Tibs was, he noted with no small amount of irritation, looking quite vibrant. Detan chalked it up to him having had the luxury of their rented room to himself the night before.

“Shove it, Tibs. You just don’t understand what it’s like to spend the night in jail and find your plans all thwarted in the morning.”

“Thought you didn’t make plans.” There was bitterness to Tibs’s voice, a sharp edge that raked thorns over Detan’s consciousness. They’d failed to find the doppel. Now they had a choice to make, and the unspoken weight of it hung between them, heavier than any sel ship’s ballast. Leave town and risk pursuit, or dance on the doppel’s strings. Neither option was appealing.

He grimaced and flopped over onto his side, staring out into the little goat pen that housed their flier.

It was gone.

“Tibs, did you take the flier somewhere last night?”

“No. I spent the evening fixing it up. Why? Oh.”

Detan sprang to his feet, but wiry old Tibs still beat him to the door. There was a fierce ache in his legs, but he didn’t let that stop him from pounding down the dusty hallway with Tibs at his side. They reached the rickety desk their proprietor sat behind at the same time, both whoomping as their stomachs and hands smacked into the edge of it.

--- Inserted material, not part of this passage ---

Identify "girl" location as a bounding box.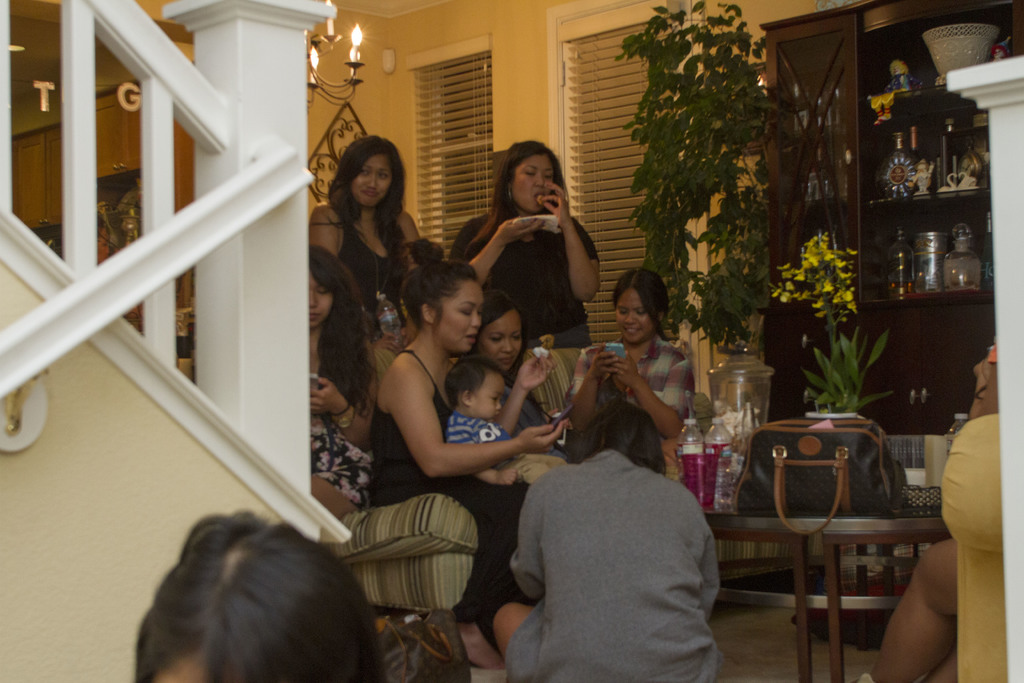
303:243:392:535.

A little puff of dust wafted up. The proprietor didn’t seem to notice.

“Excuse me.” Detan cleared his throat and the proprietor looked up from his accounts. He was a man of middling years with hair gone all to ash and his cheeks gaunt from a steady diet of spicewine and more spicewine, judging by the smell of him. He peered up at them from his little alcove, squinting against the low lamplight so that his brow and cheeks wrinkled right up and covered his eyes.

“What?” he said.

“Upon careful purview my companion and I have discovered that the contents of our acquired place of rest have gone missing.”

What?”

“Our flier’s gone.” Detan sighed and slapped the ticket stub for the pen on the desk. “And our account is paid in full, I assure you.”

The proprietor squinted over the desk at the stub and smacked his lips. “Number eight-six, eh. Yeah, your man came and picked that wreck up earlier today, round lunch hour. Said to thank you kindly fer it and give you this.”

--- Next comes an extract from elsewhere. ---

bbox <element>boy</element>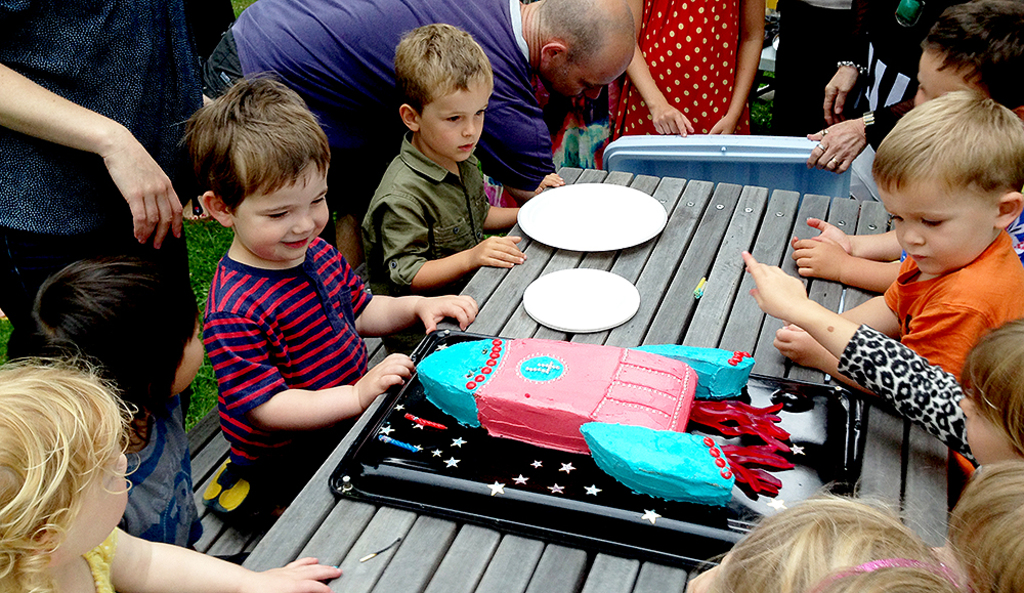
bbox(30, 245, 250, 570)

Gnarled and smoke-stained fingers passed a folded slip of paper across the desk. Detan snatched it up and danced away from the proprietor, turning the paper over to make out the droopy wax seal. Despite an overabundance of wax muddying the details, the family crest was clear enough in the crimson globule. It was just too bad he hadn’t a clue what it meant. Despite the intense education of his youth, Detan found all the iconography of the sigil a mystery to his eyes. He suspected Auntie Honding would turn her nose up at it as a gaudy example of the peacocky nature of the new-rich.

“Go on,” Tibs urged.

Detan broke the seal and flipped the thick, cream-hued paper open. Tibs crowded him, peering over his shoulder to get a better look.

Dear idiots,

I have taken your heap of a flier in trade for the clothes you wrongfully acquired this evening. The thing is such a wreck that I hardly think the trade fair, but I suspect you possess nothing of equal or greater value in all the world. I suppose after some much needed repair it will make a suitable gift for my daughter’s birthday.

Regards,

Renold Grandon

A cold shiver of rage added a tremble to Detan’s fingers, and he was annoyed to see the paper shake with it. As his anger mounted, his senses widened. Awareness of all local sources of sel bled into his mind. A little stash behind the proprietor’s counter – probably infused in alcohol – a great pool of it in a nearby buoyancy sack, no doubt a part of a neighbor’s flier. Their presence called to him, cloying and hot, an inviting outlet for his fury. Detan closed his eyes, willed cool sense into the blood pounding through his body.